Human rights freaks and care creeps: beware of unions
The protesting scene at the San Francisco Gap store a few days ago is but the first action in a long series of planned anti-CNMI crusades. The US textile labor unions have just enlisted the aid of that breed of college student known as the care creep. Their ultimate aim: the complete destruction of our local garment industry amid our virtual tourism industry collapse.
The groups involved in this mass action against us include: “Sweatshop Watch, “The Union of Needletrades, Industrial and Textile Employees” (UNITE–as in, “workers of the world, unite!”), “the Asian Pacific Labor Alliance,” and–wouldn’t you just know it?–the “Democratic Socialists of America” (Berkeley Chapter, of course).
The labor unions have joined forces with the human rights freaks and the college care creeps. The labor union special interest groups have skillfully aligned themselves with the socialistic political radicalism and misguided idealism of the leftist campus counter-culture. Including–may I remind you again?–“The Democratic Socialists of America”!
What we have here is the skillful labor union exploitation of the naive youth fringe–a fringe still largely devoid of meaning and identity, still struggling to do what’s right, to stand up for a cause–any cause–and to try to make some kind of a “difference” in this world. The anti-CNMI textile labor union conspirators have found themselves eager university protesters–protesters who would gladly crusade against the CNMI (which they know nothing about) free of charge.

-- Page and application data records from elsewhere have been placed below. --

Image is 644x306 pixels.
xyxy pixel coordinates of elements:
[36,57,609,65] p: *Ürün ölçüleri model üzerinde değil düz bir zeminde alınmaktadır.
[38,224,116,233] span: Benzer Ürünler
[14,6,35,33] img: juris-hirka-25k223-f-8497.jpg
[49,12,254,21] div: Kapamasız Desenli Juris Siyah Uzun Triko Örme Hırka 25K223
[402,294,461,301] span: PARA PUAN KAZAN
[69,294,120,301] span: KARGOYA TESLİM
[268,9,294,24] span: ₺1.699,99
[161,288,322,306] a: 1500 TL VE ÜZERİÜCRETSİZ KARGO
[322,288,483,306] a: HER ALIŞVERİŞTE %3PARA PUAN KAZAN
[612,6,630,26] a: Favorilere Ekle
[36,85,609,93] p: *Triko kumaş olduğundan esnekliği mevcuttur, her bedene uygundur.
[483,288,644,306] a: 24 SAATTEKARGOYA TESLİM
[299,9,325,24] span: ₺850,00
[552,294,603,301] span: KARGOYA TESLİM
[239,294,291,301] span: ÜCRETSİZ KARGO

These college care creeps and human rights freaks, however, remain completely oblivious to the labor unions’ sinister agenda: to kill free market competition abroad and penalize the US consumer with protectionism-induced trade inflation. The average college care creep doesn’t realize that the labor unions really don’t give a damn about Chinese workers on Saipan.
The unions care only about their own jobs. In fact, they want our nonresident workers to be unemployed, to stop competing with them–and that’s precisely what they intend to achieve, not through free and open commercial competition, but through political activism, media smear campaigns, buyer intimidation, and the federalization of our immigration and minimum wage.
If a Chinese citizen is impoverished and unemployed, the labor unions wouldn’t lift a finger to protest his sad plight. There would be no mass rallies condemning rampant Chinese unemployment. The unions would remain silent.
It is only when the Asian worker is gainfully employed, developing, and struggling to improve his life, that the labor unions take notice by condemning his nefarious exploitation. Human rights freaks and college care creeps, take notice: You are the ones being exploited; your labor union sponsors really don’t care about the plight of Saipan’s foreign workers.